Percy C. Spender: Liberalism - Some Reflections on the Past Some Thoughts on the Future

...Perhaps the greatest appeal of liberalism is that it is not one tied to the past, to some outworn doctrine, but is a political philosophy flexible to change, able, in the interests of the whole nation, to grapple with and seek the solution of new and unexpected problems. One of its appeals, to me personally, is its faith in the individual, that it hears and responds - as it should - to the voices of the poor and the handicapped, that it is a political faith that is rooted in the human spirit, and eschews the purely materialistic appeal to class interests. At least, that is what Liberalism conveyed to me when I was a young man. Perhaps with today's emphasis, over emphasis, upon material things, and the glorification of the Gross National Product - the GNP. - as the measure of national achievement, we are in danger of losing our faith.

Liberalism, in its full expression, demands a free and open society, where people may freely, within tolerant laws, express their views, and where the processes of government, legislative and executive, are open to the view of the citizen. One of the aims of Liberalism must be to increase public understanding of the instruments and mechanisms of government. Watchful to protect an open society it must be constantly on guard against it being manipulated by sectional interests.

There will, of course, always be pockets of political, industrial and economic power and opinion concerned with separate interests. Yet these should not be inconsistent with, or allowed to entrench upon, the maximum measure of personal freedom and liberty. An open society demands greatly scattered areas of independent initiative, whether economic, political, or of opinion.

...I shall confine my remarks to certain powerful interests within our society which are in very large measure governing the lives of thousands and thou- sands of people and directly, or indirectly, able by their activities, to condition, for good or ill, the economic fabric of our society, and in consequence, in lesser or greater degree, affecting us all. Liberalism emphasises individual initiative and free competition in a free enterprise economic system. In particular it asserts the rights of an individual to work in the callings and localities of his choice. How is all this working out today?

Our economic system is, of course, subject to the laws of its Parliaments, yet we have reached a stage when more and more it is in fact, controlled by organisations outside our Parliaments through the concentration of economic and industrial power in the hands of a comparative few - massive corporations and highly organised and powerful unions. Each in an increasing manner is subjecting the people, or large sections of them, to its own power.

Great and ever greater corporate aggregations are acquiring effective dominion of the resources of many countries, including our own. It has been estimated that within the next two decades less than one hundred huge international corporations will be exercising effective control of most of the world's production and distribution, wielding, in its effects on mankind, a power superior to and more far reaching in its authority and consequence on the economies of countries than that exercised by many national parlia- ments. This great aggregation of power is to be witnessed in rapid growth in Australia.

This is one side of the coin. The other is displayed by powerful Unions, or association of Unions, able, par- ticularly when they occupy a vital and strategic position in the economy, to paralyse large segments of it, indeed to bring it, in a few days, nearly to a halt.

Both the large corporate aggregations and the Unions are highly organised, each performs very important and useful functions in our community. Each, however, is concerned with its own separate interest and advantage, to which the interests of the ordinary man and woman is subordinate. The conse- quences of the policies pursued by each of them, may, and on occasion do - distort and harm the national economy. Each greatly affects the pattern of life in the country. Each controls directly or indirectly much of the lives of all of us. Their separate or combined activities can, in particular, be prime contributing causes to inflation and the depreciation of the national currency. Between them the area of free enterprise the right of an individual to work in the callings and localities of his own choice is being steadily eroded.

...Liberalism directs itself to the welfare of the people as a whole. Its governments are not concerned with the class warfare, which is the base on which so much of Labor dogma has been constructed. Liberal- ism's accent is on people, whoever they are. Its concern should especially be for the old, the poor, and the unprotected in the community.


● What is required: Identify every line in the records below that contains the word "qmax", and reproduce each one.

● Supplied entries:
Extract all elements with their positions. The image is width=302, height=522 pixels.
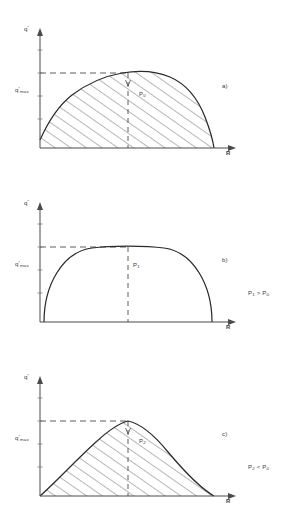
panel-b: q' q'max P1 b) P1 > P0 R <box>0 174 302 348</box>
panel-c-plot <box>0 348 302 522</box>
panel-a-letter: a) <box>222 83 228 89</box>
panel-c-relation: P2 < P0 <box>248 464 269 470</box>
panel-b-relation: P1 > P0 <box>248 290 269 296</box>
panel-b-peak-label: P1 <box>133 262 140 268</box>
panel-b-y-axis-arrow <box>37 202 43 210</box>
panel-c: q' q'max P2 c) P2 < P0 R <box>0 348 302 522</box>
panel-c-x-axis-label: R <box>226 498 231 504</box>
panel-a-y-axis-arrow <box>37 28 43 36</box>
panel-b-y-axis-label: q' <box>24 200 29 206</box>
panel-b-x-axis-label: R <box>226 324 231 330</box>
panel-a-plot <box>0 0 302 174</box>
panel-a-qmax-label: q'max <box>15 87 29 93</box>
panel-c-peak-label: P2 <box>139 438 146 444</box>
panel-a-x-axis-label: R <box>226 150 231 156</box>
panel-a-peak-label: P0 <box>139 91 146 97</box>
panel-c-qmax-label: q'max <box>15 435 29 441</box>
panel-c-letter: c) <box>222 431 227 437</box>
panel-a: q' q'max P0 a) R <box>0 0 302 174</box>
panel-b-qmax-label: q'max <box>15 261 29 267</box>
panel-b-letter: b) <box>222 257 228 263</box>
panel-a-y-axis-label: q' <box>24 26 29 32</box>
panel-c-y-axis-label: q' <box>24 374 29 380</box>
panel-c-y-axis-arrow <box>37 376 43 384</box>
panel-b-plot <box>0 174 302 348</box>
figure-three-panel-distributions: q' q'max P0 a) R <box>0 0 302 522</box>
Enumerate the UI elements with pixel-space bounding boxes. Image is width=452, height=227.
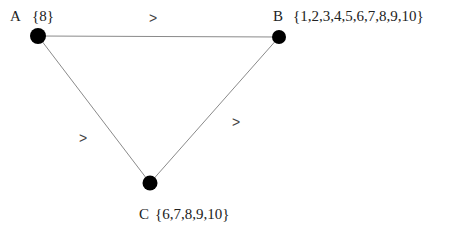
- node-b: [272, 30, 286, 44]
- edge-a-c: [38, 36, 150, 183]
- graph-diagram: A {8} B {1,2,3,4,5,6,7,8,9,10} C {6,7,8,…: [0, 0, 452, 227]
- edge-b-c: [150, 37, 279, 183]
- node-c: [143, 176, 158, 191]
- node-b-set: {1,2,3,4,5,6,7,8,9,10}: [293, 8, 424, 24]
- node-b-name: B: [273, 8, 283, 24]
- node-c-set: {6,7,8,9,10}: [155, 206, 229, 222]
- edge-b-c-relation: >: [232, 114, 240, 130]
- node-a: [30, 28, 46, 44]
- edge-a-c-relation: >: [79, 130, 87, 146]
- node-a-name: A: [10, 8, 21, 24]
- node-a-set: {8}: [32, 8, 54, 24]
- edge-a-b-relation: >: [149, 10, 157, 26]
- edge-a-b: [38, 36, 279, 37]
- node-c-name: C: [139, 206, 149, 222]
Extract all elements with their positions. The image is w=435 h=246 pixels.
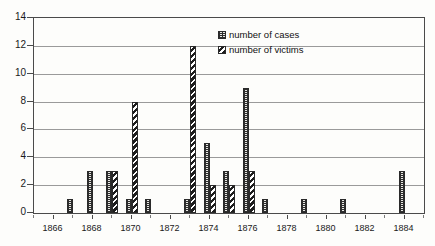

● Exercise result:
panel-a-qmax-label: q'max <box>15 87 29 93</box>
panel-c-qmax-label: q'max <box>15 435 29 441</box>
panel-b-qmax-label: q'max <box>15 261 29 267</box>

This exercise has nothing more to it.